At 2 p.m. on Saturday, November 5, Unsportsmanlike Conduct: College Football and the Politics of Rape author Jessica Luther joins journalist Dan Solomon and Rick Gipprich and Rose Luna of the Texas Association Against Sexual Assault for a frank discussion of how academia and the college sports industry have failed survivors of sexual assault.

This year saw the publication of two unsolved true-crime stories set in Austin: Skip Hollandsworth’s The Midnight Assassin and Beverly Lowry’s Who Killed These Girls?. Although the crimes in question took place a century apart, both books touch on the perils of police corruption and the objectification of young female victims. Texas Monthly senior editor Mike Hall moderates the discussion at 3:45 p.m. on Saturday.

Tejanos y Tejanas

Texas is now 39 percent Hispanic, yet in the Lone Star State as well as nationwide, Chicanos continue to lag behind in educational achievement and voter turnout. Authors Richard Gonzales (Raza Rising) and Gregg Barrios (I-DJ) join UT School of Journalism professor Maggie Rivas-Rodriguez at 1 p.m. on Sunday, Nov. 6 to talk about the barriers Chicanos still face and how to combat them.
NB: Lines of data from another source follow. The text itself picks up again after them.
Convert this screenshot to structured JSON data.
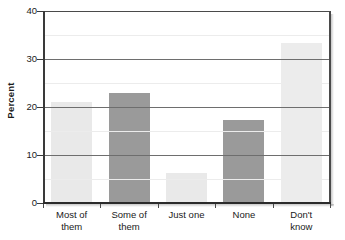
{
  "chart_data": {
    "type": "bar",
    "title": "",
    "subtitle": "",
    "xlabel": "",
    "ylabel": "Percent",
    "ylim": [
      0,
      40
    ],
    "xlim": null,
    "grid": true,
    "legend": null,
    "categories": [
      "Most of them",
      "Some of them",
      "Just one",
      "None",
      "Don't know"
    ],
    "category_lines": [
      [
        "Most of",
        "them"
      ],
      [
        "Some of",
        "them"
      ],
      [
        "Just one",
        ""
      ],
      [
        "None",
        ""
      ],
      [
        "Don't",
        "know"
      ]
    ],
    "values": [
      21.0,
      23.0,
      6.3,
      17.3,
      33.3
    ],
    "bar_colors": [
      "#e9e9e9",
      "#9a9a9a",
      "#e9e9e9",
      "#9a9a9a",
      "#ececec"
    ],
    "y_ticks": [
      0,
      10,
      20,
      30,
      40
    ],
    "y_tick_labels": [
      "0",
      "10",
      "20",
      "30",
      "40"
    ],
    "y_minor_ticks": [
      5,
      15,
      25,
      35
    ],
    "axis_color": "#3a3a3a",
    "gridline_color": "#6e6e6e",
    "minor_gridline_color": "#ececec",
    "text_color": "#1a1a1a",
    "background": "#ffffff"
  }
}
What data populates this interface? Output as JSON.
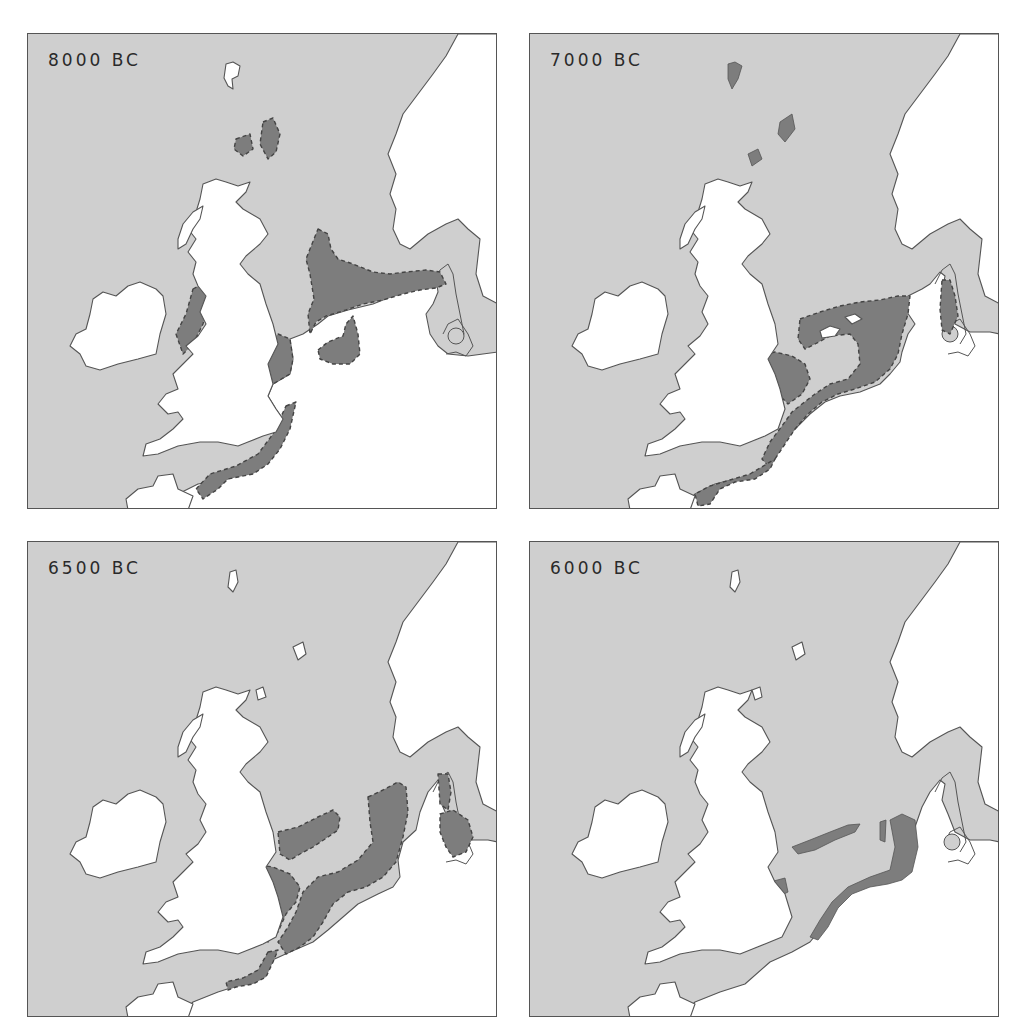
{
  "figure": {
    "type": "paleogeographic map series",
    "region": "North Sea / Doggerland",
    "colors": {
      "sea": "#cfcfcf",
      "land": "#ffffff",
      "exposed_land": "#7d7d7d",
      "coastline": "#555555",
      "label_text": "#2a2a2a"
    },
    "panels": [
      {
        "id": "p8000",
        "label": "8000 BC"
      },
      {
        "id": "p7000",
        "label": "7000 BC"
      },
      {
        "id": "p6500",
        "label": "6500 BC"
      },
      {
        "id": "p6000",
        "label": "6000 BC"
      }
    ]
  }
}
Tejana artists and writers have long been overlooked by the rest of the state — a disparity that Entre Guadalupe y Malinche strives to correct. The book is the first to compile both literature and artwork that explore what it means to be a Texas-Mexican woman. Editors Inés Hernández-Ávila and Norma Elia Cantú and contributors Rosemary Catacalos and Carmen Tafolla lead the bilingual event at 12 p.m. on Sunday.

Environment

Texas Landscape Project authors David Todd and Jonathan Ogren discuss the role of maps in understanding Texas natural history at 11:30 a.m. on Saturday. Andy Sansom, executive director at the Meadows Center for Water and the Environment, will moderate.
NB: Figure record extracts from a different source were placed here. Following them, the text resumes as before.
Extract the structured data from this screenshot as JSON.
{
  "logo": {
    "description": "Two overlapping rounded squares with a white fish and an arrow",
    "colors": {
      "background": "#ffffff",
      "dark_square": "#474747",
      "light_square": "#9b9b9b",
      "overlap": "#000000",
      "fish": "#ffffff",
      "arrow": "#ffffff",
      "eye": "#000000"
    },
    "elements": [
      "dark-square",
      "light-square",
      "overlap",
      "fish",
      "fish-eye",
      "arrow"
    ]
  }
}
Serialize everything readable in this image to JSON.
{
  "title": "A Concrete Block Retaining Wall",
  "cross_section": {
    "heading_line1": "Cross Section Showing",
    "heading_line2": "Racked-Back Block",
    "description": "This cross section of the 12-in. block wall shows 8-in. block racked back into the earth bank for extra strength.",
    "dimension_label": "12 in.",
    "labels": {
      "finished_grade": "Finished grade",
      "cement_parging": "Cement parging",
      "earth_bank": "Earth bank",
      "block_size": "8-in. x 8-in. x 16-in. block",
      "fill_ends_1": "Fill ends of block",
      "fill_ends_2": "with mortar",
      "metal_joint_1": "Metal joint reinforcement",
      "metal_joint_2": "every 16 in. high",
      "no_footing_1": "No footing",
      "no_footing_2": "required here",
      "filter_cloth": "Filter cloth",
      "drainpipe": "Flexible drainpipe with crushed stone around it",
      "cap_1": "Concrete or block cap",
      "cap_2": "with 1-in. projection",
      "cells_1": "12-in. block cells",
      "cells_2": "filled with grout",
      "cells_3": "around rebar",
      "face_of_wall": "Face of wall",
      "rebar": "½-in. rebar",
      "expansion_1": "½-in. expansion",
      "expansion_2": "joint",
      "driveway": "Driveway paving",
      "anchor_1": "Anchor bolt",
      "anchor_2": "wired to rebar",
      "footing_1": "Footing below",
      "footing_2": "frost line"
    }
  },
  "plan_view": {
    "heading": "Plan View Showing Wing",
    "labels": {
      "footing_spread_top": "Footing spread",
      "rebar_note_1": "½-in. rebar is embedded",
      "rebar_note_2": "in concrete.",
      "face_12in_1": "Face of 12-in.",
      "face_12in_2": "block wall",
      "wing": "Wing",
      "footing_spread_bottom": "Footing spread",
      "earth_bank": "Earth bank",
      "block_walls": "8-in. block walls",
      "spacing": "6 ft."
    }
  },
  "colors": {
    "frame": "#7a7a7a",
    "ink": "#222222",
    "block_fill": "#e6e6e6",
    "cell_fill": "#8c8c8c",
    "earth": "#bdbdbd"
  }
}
Actress Jane Alexander (Wild Things, Wild Places) and Miriam Horn (Rancher, Farmer, Fisherman) argue that the future of the planet will require looking beyond the stereotypically affluent, Prius-driving environmentalist to enlist a new, more diverse army of conservationists. Science writer Juli Berwald moderates at 2 p.m. on Sunday.

Texana

On Sunday at 11:00 a.m., road-trippers and history buffs should head to “Miles and Miles of Texas,” in which Carol Dawson and Roger Polson will discuss their eponymous new release. Their history of the Texas Highway Department (now TxDOT) is a surprisingly lively account of roadside life in Texas, from stylish photos of gleaming midcentury rest stops to tales of corruption, segregation and drug smuggling along the state’s major arteries. TxDOT executive director James Bass moderates.

Photographer Jack Knox’s new book, Ghost Towns, Gas Stations, and a 20-Foot Cowboy, gives new life to abandoned places across the state by imbuing them with hyper-saturated colors and fresh perspectives. He’ll tell the stories behind the images on Saturday at 4 p.m.

Browse the full Texas Book Festival schedule here.